December 8, 2013

Book Review: Diabetes Weight Loss Week by Week

This is one in a series of book reviews. You may find these books beneficial if you: manage prediabetes or diabetes, want and need to lose weight, follow a diabetes meal plan and/or try to eat healthy to live well. These book reviews also appear on amazon.com and the books can be found in my amazon a-store. Please check out these books and consider a purchase. 

You know all too well there are diet books a dozen to help you manage your health and eating plan with diabetes. But, there are very few that walk the fine balance between healthy eating and blood glucose control. In the book, Diabetes Weight Loss Week by Week, recently published by American Diabetes Association, registered dietitian and certified diabetes educator Jill Weisenberger, MS, RD, CDE, accomplishes just that!

In this two part book, Weisenberger guides the reader step by step through sixteen weeks of healthy eating habits for weight loss. But these aren’t just not short term quick-fixes to shed pounts. These eating habit changes are to help a person manage their weight for the rest of their life. This credentialed health professional steeped in practical counseling experience bridges from the first sixteen weeks to offer the reader assistance with a twelve month plan for continuted weight loss and long term maintenance.

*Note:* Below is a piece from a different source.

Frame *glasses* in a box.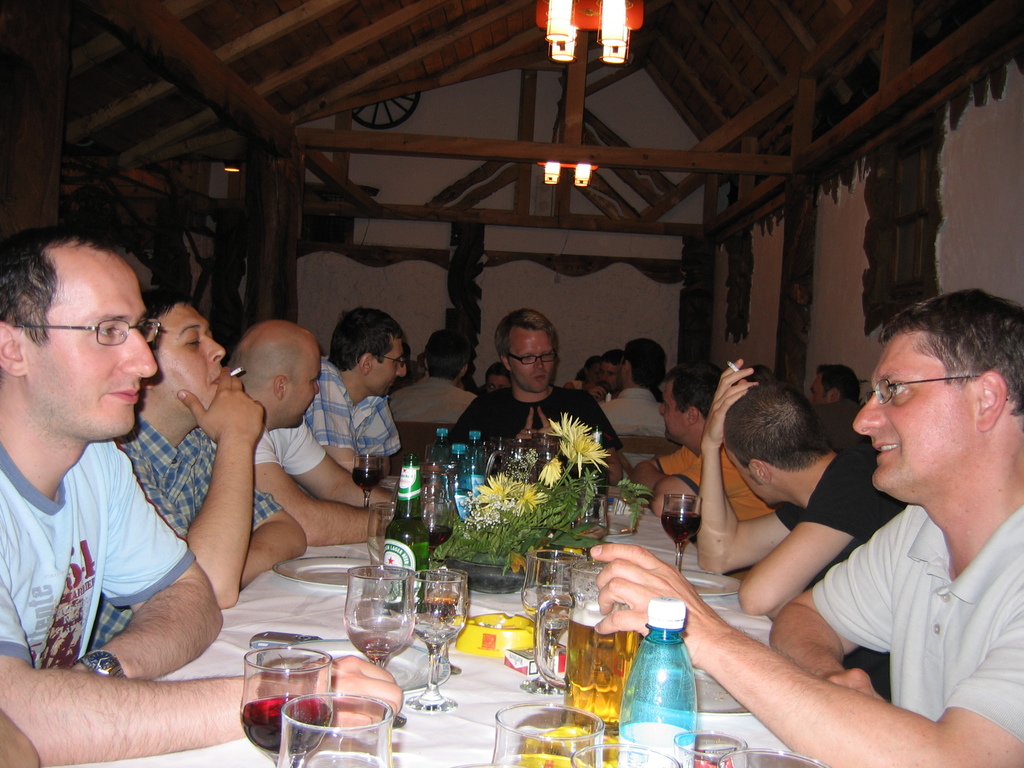
<region>498, 348, 562, 367</region>.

As Weisenberger states up front, this is not a one size fits all diet book, but a guidance resource for the reader as they personalize their own best diet and healthy living plan with diabetes. She acknowledges early on that weight loss is about developing skills, not about white knuckling it and will power. Weisenberger has packed this resource full of skills and strategies. She covers the struggles people face and topics people trying to lose weight and keep it off deal with in their pursuit of long term weight control.

From basic skills like how to balance meals and carbohydrates to label reading and setting goals, the first sixteen weeks of guidance cover absolutely everything a person needs for a healthy start to the new year. At the end of each chapter, the reader is kept on task with an action check list. Space is allotted to personalize tasks.

One tidbit provided in the first few chapters that sets this book apart from quick-fix diet books is Weisenberger’s insistence that the user put together a "motivation kit" to help them get through the hard times that without a doubt will come when making those challenging healthy lifestyle changes.

Besides touching on lifestyle tactics that go beyond food like getting enought sleep, and moving a lot more, the author acknowledges a downfall of weight loss plans is food boredom. To deal with this challenge Weisenberger encourages readers to have a few of the often demonized meal replacements on hand. She also shows readers how healthy eating can be affordable for the long haul.

Each chapter offers up true gems. The reader will likely want to thumb down pages in this book to come back to and read over and over again. Several lists peppered through the book offer immeasurable value including the non-food rewards list, the food swap chart and the recommendations for cookbooks, apps and websites. Within the appendix, readers are treated to worthwhile resources and tools like weight loss tracking charts, food records, menu planners and even recipes.

Diabetes Weight Loss Week by Week is a refreshingly realistic approach to accomplishing long term weight control. Jill Weisenberger shows us you really don’t have to pick the goal of blood glucose control OR weight loss after all. And with the American Diabetes Association's seal of approval, this is one resource that’s worth your time, energy and effort. Losing weight (if you need) and keeping off as many of those pounds as possible is one BIG key to controlling blood glucose and more to stay healthy with type 2 diabetes over the years.